Serious Work and Committing to Play

I’ve been thinking lately about the value of play. Somewhere over the last decade, between pandemics and tweenagers and writing books, my life has grown a bit too…serious. Not in a bad way, really. But there are so many things to be done each day. Many of the tasks in my life have to be done right the first time, every time. That might sound overdramatic, but when the health of your child depends on doing a division problem in your head at 5:45 am, it pays to take things seriously.

Somewhere along the way, though, that very real sense of life or death started to bleed into everything else. I don’t regret that. Those other things - my books, my kids’ schooling, my friendships - they’re important and worth thoughtful consideration. But they’re not life or death, and, more importantly, they’re not made better by making them high stakes.

When it comes to injecting my kids with insulin, that extra jolt of stress is quite important. I need to be on my game. I need to be aware of a lot of factors - so many that I actually can’t list them all out here. Many of those little calculations are so ingrained that I forget I’m making them. It’s only when I talk to another parent of a Type 1 kid that I remember how much I’m doing.

Sometimes people who don’t know what it’s like see my seriousness and tell me I need to take a break, to relax a little. And to be honest, nothing makes me feel less seen or understood. It’s, frankly, infuriating. This isn’t just my anxiety talking - other Type 1 caregivers will tell you the same thing. This vigilance is the difference between my child being healthy, having a seizure, or dying 15 years earlier due to health complications.

So I suppose it makes sense that moving into play is a little harder for me than it once was. Maybe not harder. It just takes more commitment. I have to choose to embrace the joy that I feel. I have to choose to lean into the cringiness of being unabashedly happy. And the hardest part is, I have to do this while I work.

There are a lot of parts of writing books that are not creative - editing and formatting and researching and hours and hours of proofreading. They need a critical eye. A brain that says, “Nope, that’s wrong.” The main part, however, the big part, requires something completely different. That voice saying “That’s wrong,” as true as it might be, is quickest way to stop a good writing day in its tracks. There can be iterative work, building and changing and rebuilding again, but “wrong” has no part of it.

It reminds me of when my girls were little and would engage in these elaborate, hours long pretend play sessions. They would pull out the dress-up bin or the legos and create whole worlds and intricate storylines. But it wasn’t like a real story that starts at the beginning and smoothly flows to the end. There was a lot of, “Wait, no, I want them to be sisters,” and “How ‘bout instead of it being regular, it’s actually winter and they’re cold.” And then there would be arguments and negotiations and either they would come to an agreement or the game would end.

That’s a little bit of what writing is like for me. Play. Complicated, elaborate, sometimes frustrating play. In order to do that, I have to turn off a part of my grown-up brain. I still need the parts that can plan, and empathize, and incorporate historical events. But I really, really need to get rid of the serious part. Like a parent who joins their child’s game just to try and direct it, that part takes what could be really interesting and makes it mundane…boring…conventional.

It’s hard, sometimes, to shut off that serious self. Quieting that part of myself is also what I love about writing. I get to, if only for a few hours, discard my negative self-talk. And at the end, whether what I wrote is good or bad, I know that I was able to achieve something rare and fleeting in my serious life. I was able to remember how to play.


_AIM OF THE TASK_
Within the records that follow, restate exactly the lines from the line with "Image resolution: width=952" down to the line with "The height and width of the screenshot is (449, 1025).", including both. Omit the pictures.

_PROVIDED RECORDS_
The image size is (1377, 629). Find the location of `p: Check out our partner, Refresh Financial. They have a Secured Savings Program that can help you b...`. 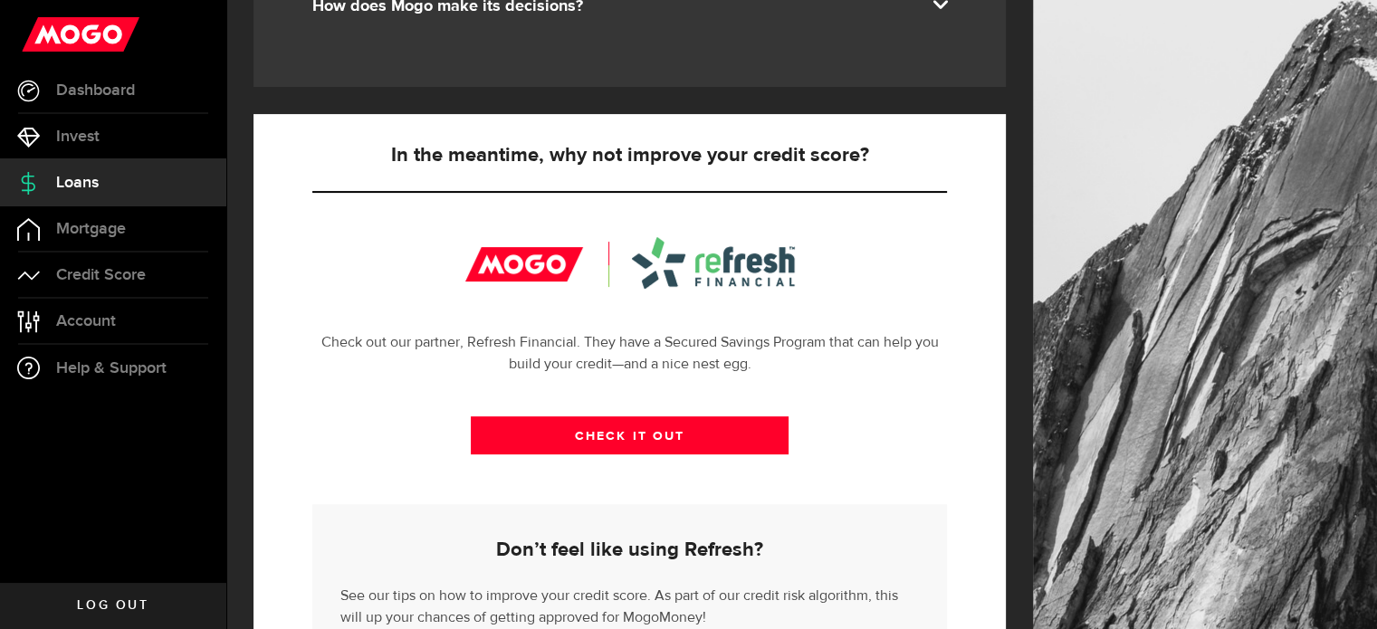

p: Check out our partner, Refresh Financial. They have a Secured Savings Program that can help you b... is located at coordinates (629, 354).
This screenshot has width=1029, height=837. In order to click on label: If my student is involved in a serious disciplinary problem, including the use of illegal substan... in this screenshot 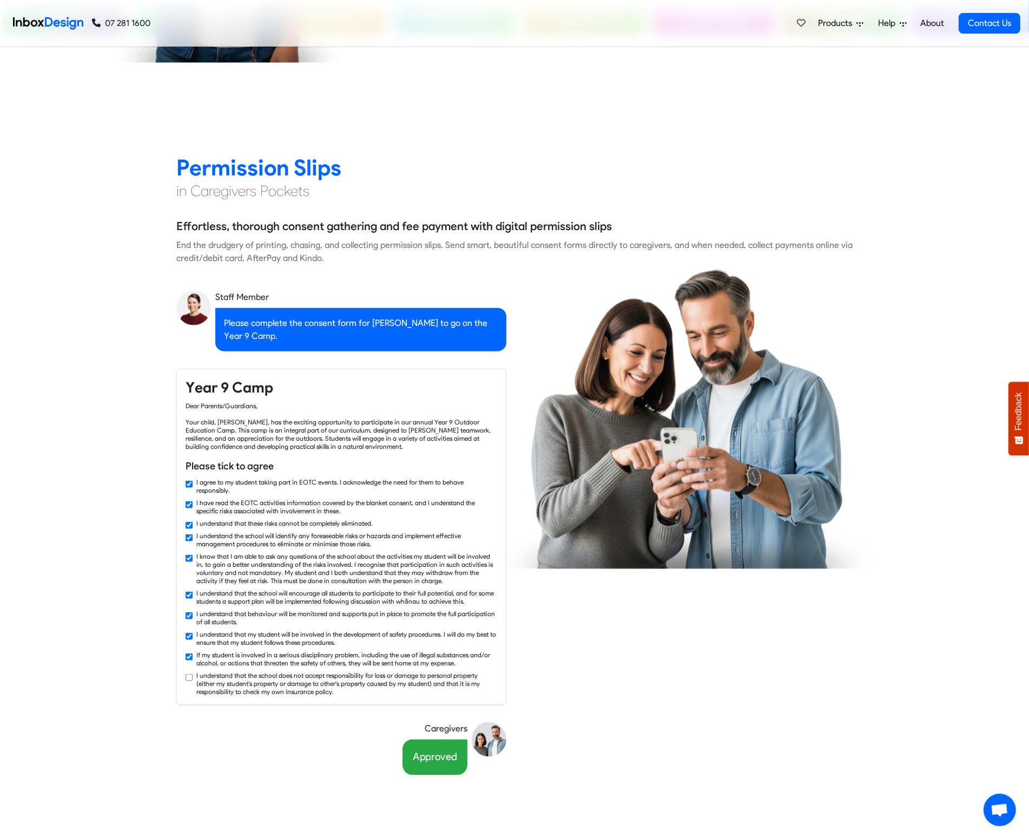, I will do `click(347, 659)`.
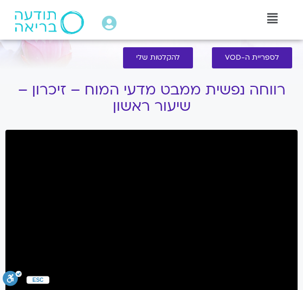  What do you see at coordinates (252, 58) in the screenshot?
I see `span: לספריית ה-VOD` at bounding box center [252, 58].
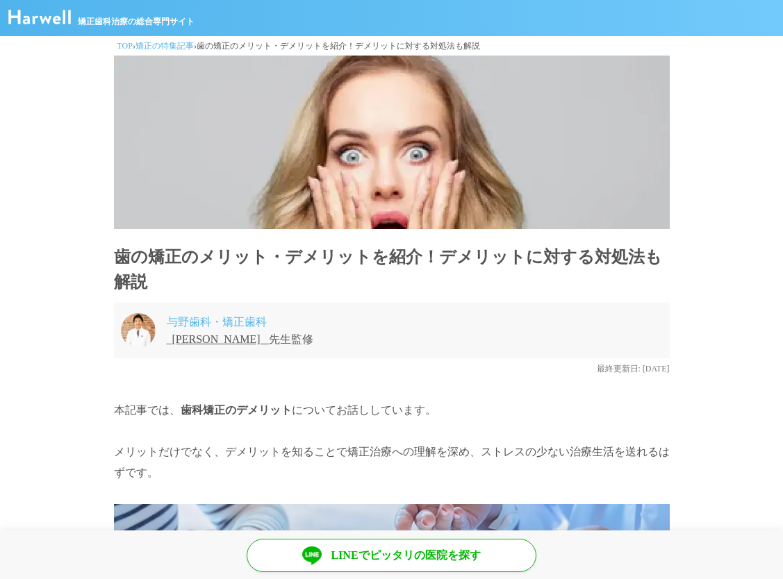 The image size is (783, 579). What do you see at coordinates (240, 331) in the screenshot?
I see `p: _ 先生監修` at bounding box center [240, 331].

...

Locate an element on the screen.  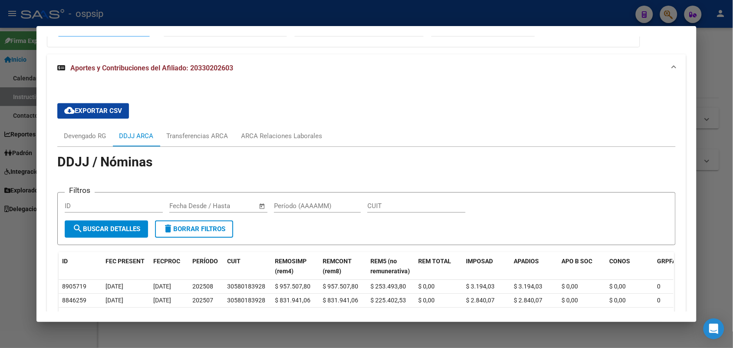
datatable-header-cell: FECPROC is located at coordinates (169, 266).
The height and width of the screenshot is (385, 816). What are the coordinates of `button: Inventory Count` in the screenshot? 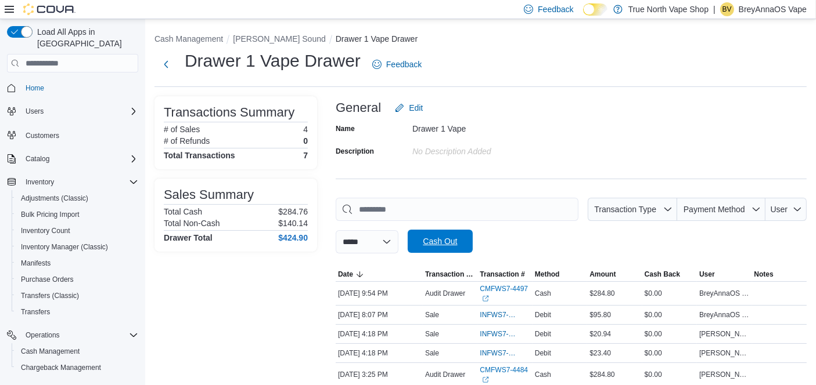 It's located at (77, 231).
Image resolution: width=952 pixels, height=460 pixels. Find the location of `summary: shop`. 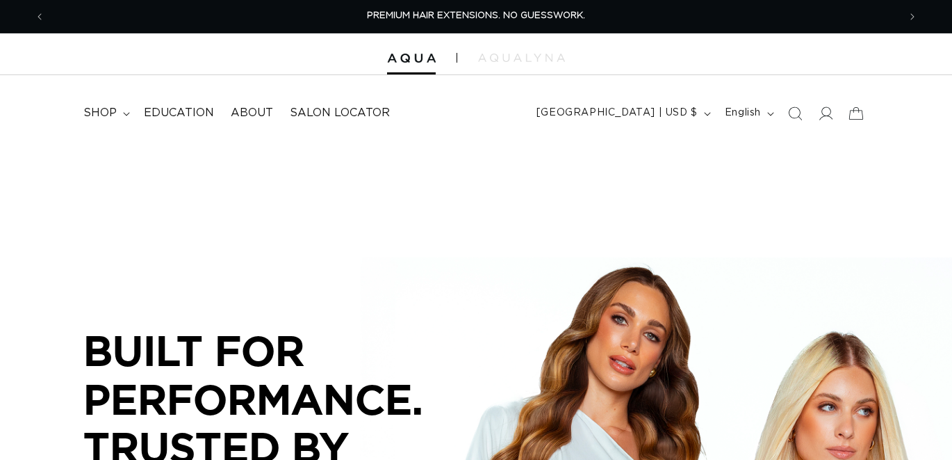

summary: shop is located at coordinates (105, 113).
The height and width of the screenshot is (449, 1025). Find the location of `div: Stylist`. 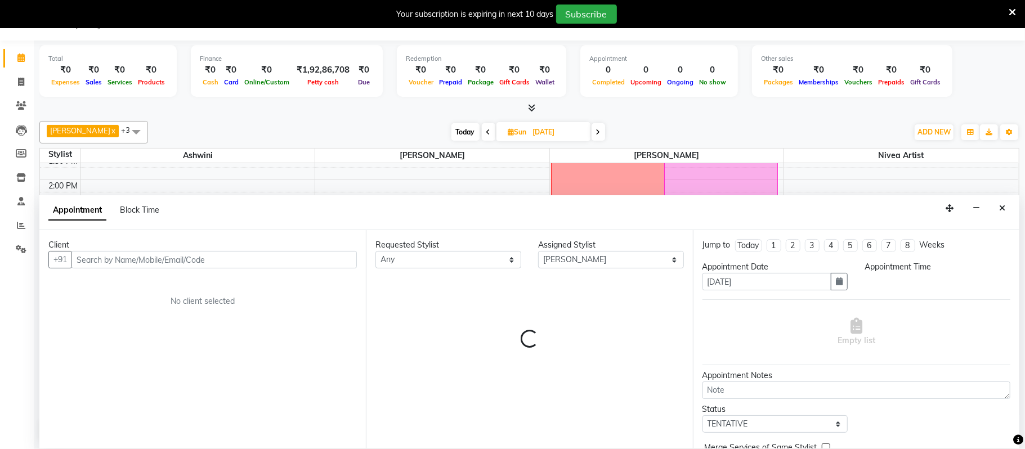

* * *

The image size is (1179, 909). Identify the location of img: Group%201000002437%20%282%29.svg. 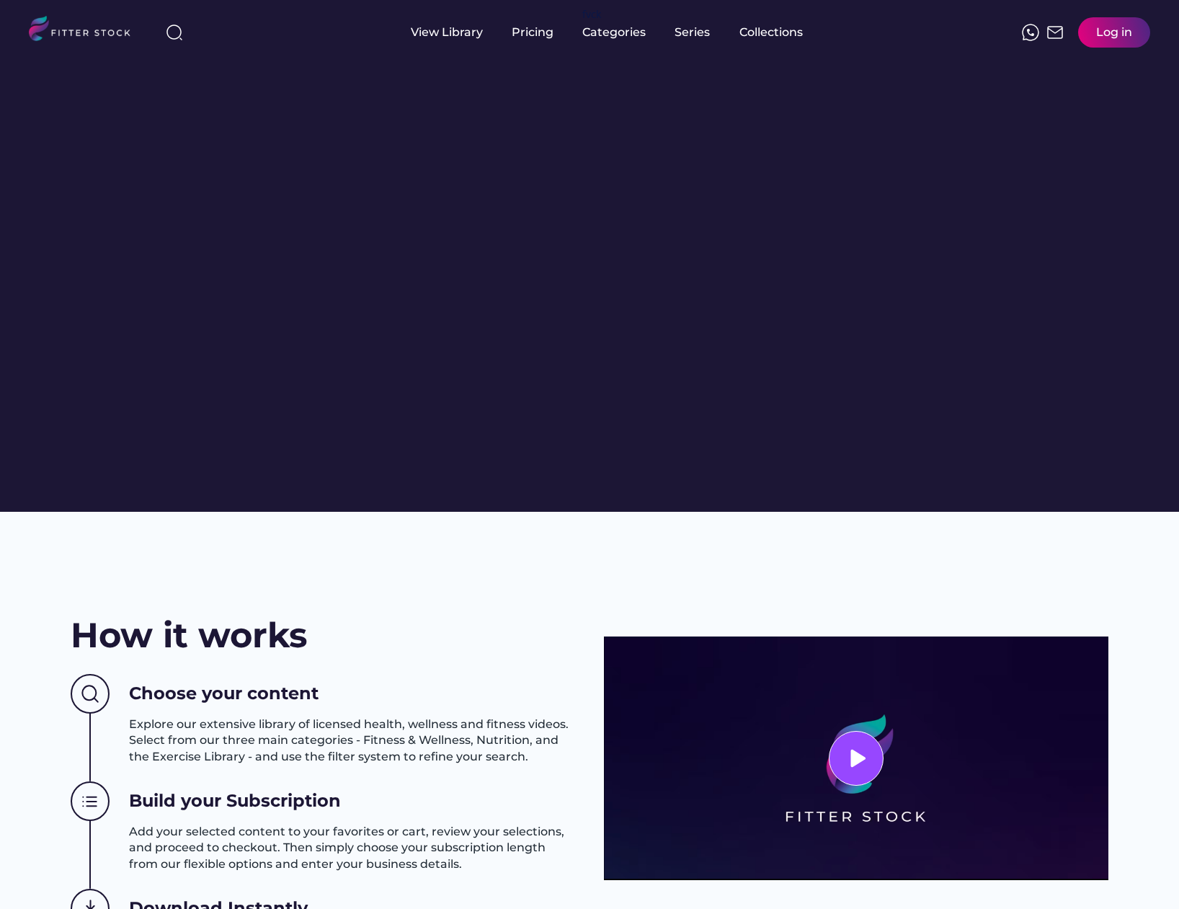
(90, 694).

_WORKED SOLUTION_
Image resolution: width=952 pixels, height=460 pixels. Find the location of `summary: shop`. 

summary: shop is located at coordinates (105, 113).
The height and width of the screenshot is (449, 1025). Find the location of `div: Stylist`. 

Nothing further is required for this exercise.